Stored data entries:
----------------

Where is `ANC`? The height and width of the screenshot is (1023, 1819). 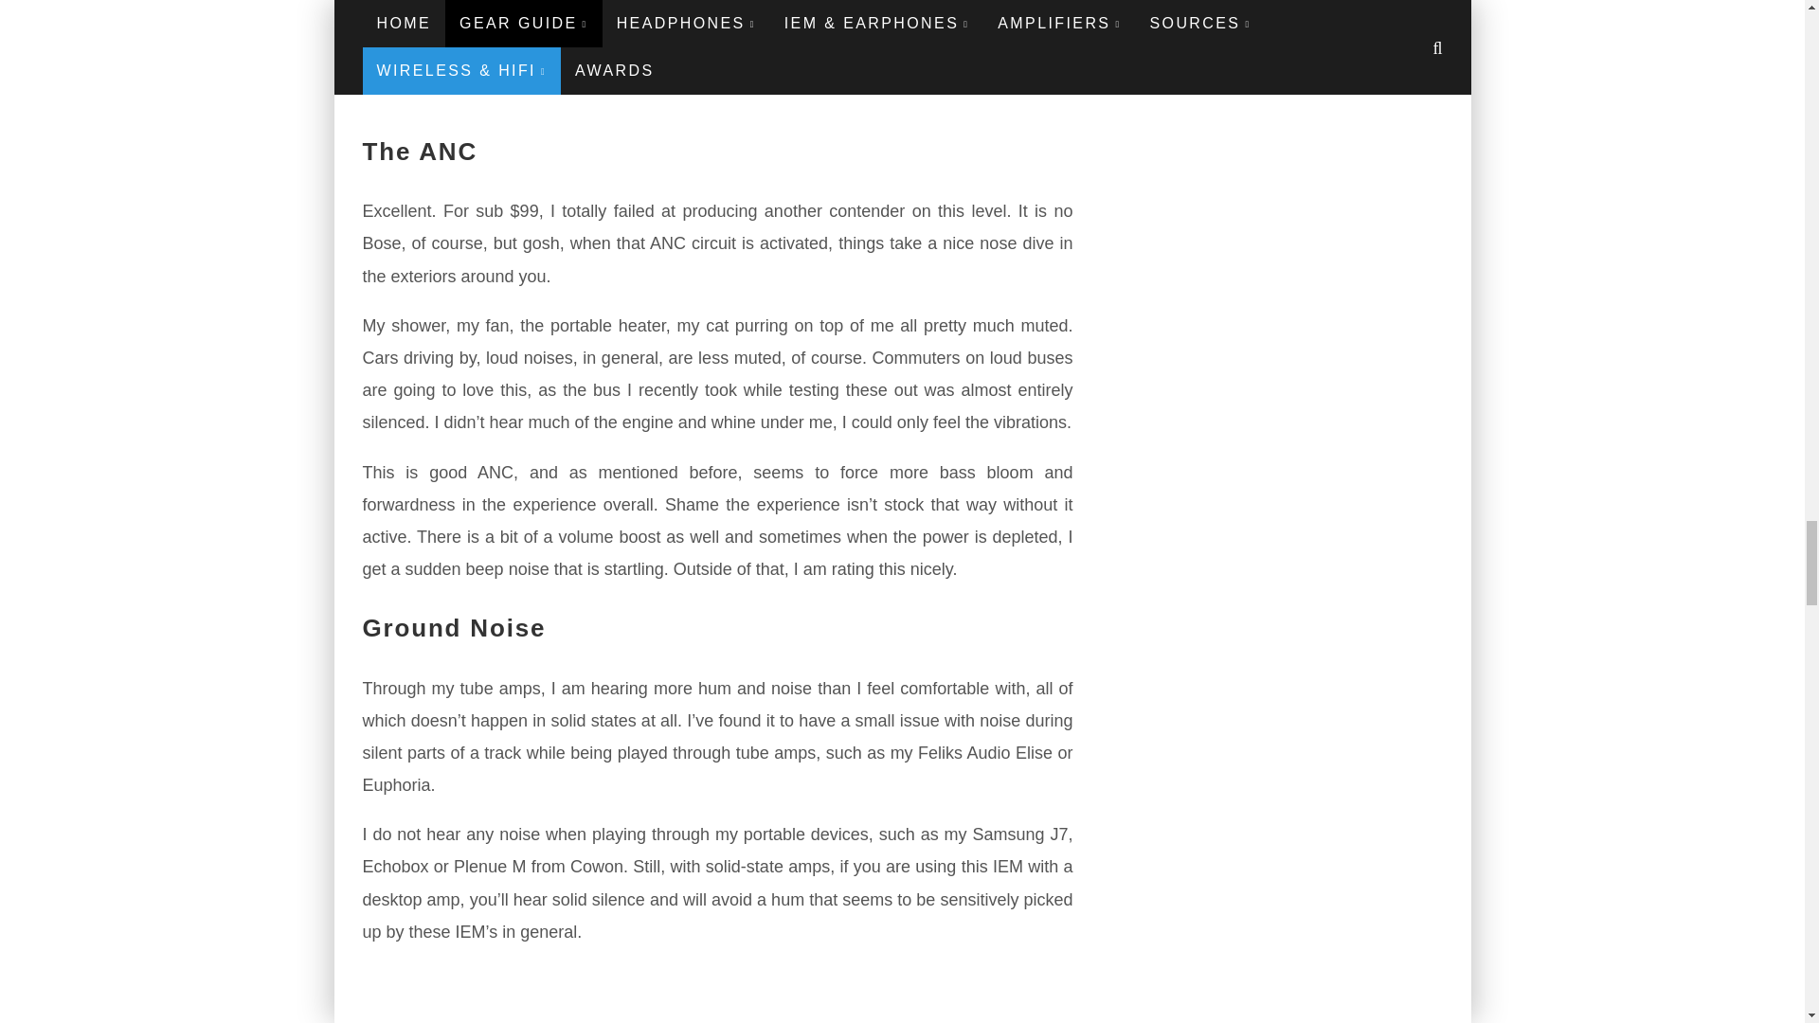
ANC is located at coordinates (717, 995).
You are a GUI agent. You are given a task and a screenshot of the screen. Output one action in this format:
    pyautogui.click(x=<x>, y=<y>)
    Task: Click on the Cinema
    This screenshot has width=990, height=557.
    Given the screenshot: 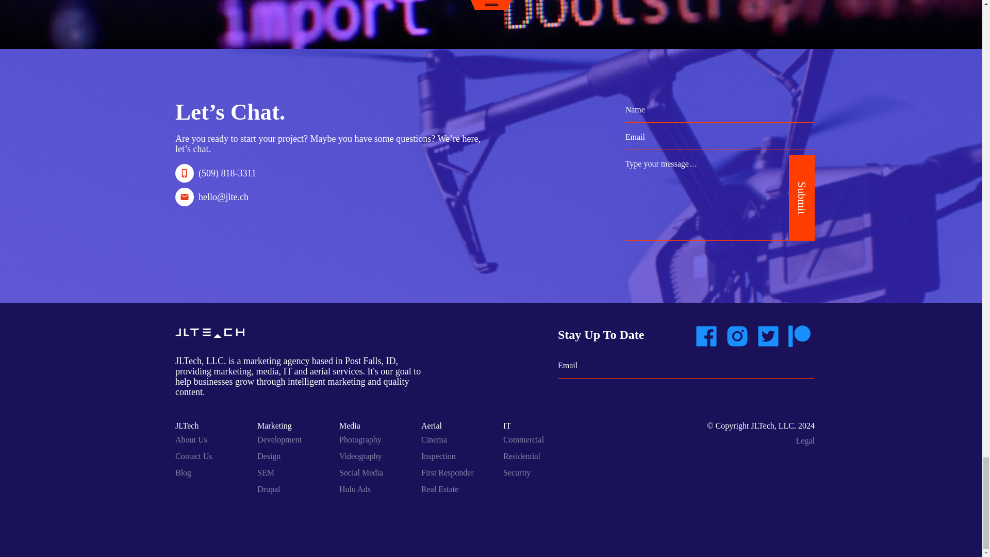 What is the action you would take?
    pyautogui.click(x=434, y=439)
    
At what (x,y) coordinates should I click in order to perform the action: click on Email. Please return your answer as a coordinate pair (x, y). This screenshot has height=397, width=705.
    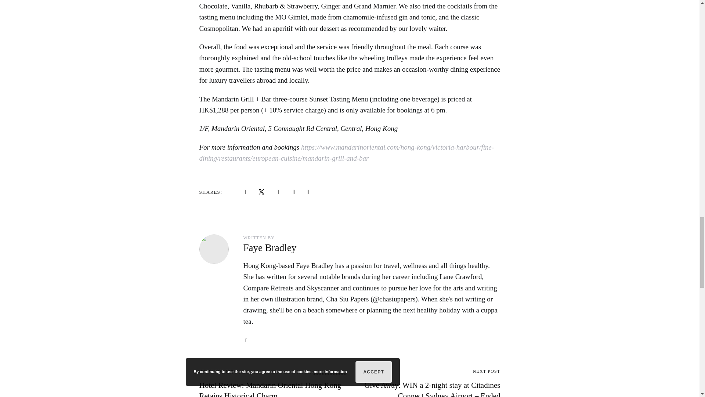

----------------

Prompt: Restate word for word the lines of the data above, starting at the line containing "You are a GUI" and ending at the line containing "This screenshot has width=990, height=557.", both included, and nothing more.

Solved exercise:
You are a GUI agent. You are given a task and a screenshot of the screen. Output one action in this format:
    pyautogui.click(x=<x>, y=<y>)
    Task: Click on the Cinema
    This screenshot has width=990, height=557.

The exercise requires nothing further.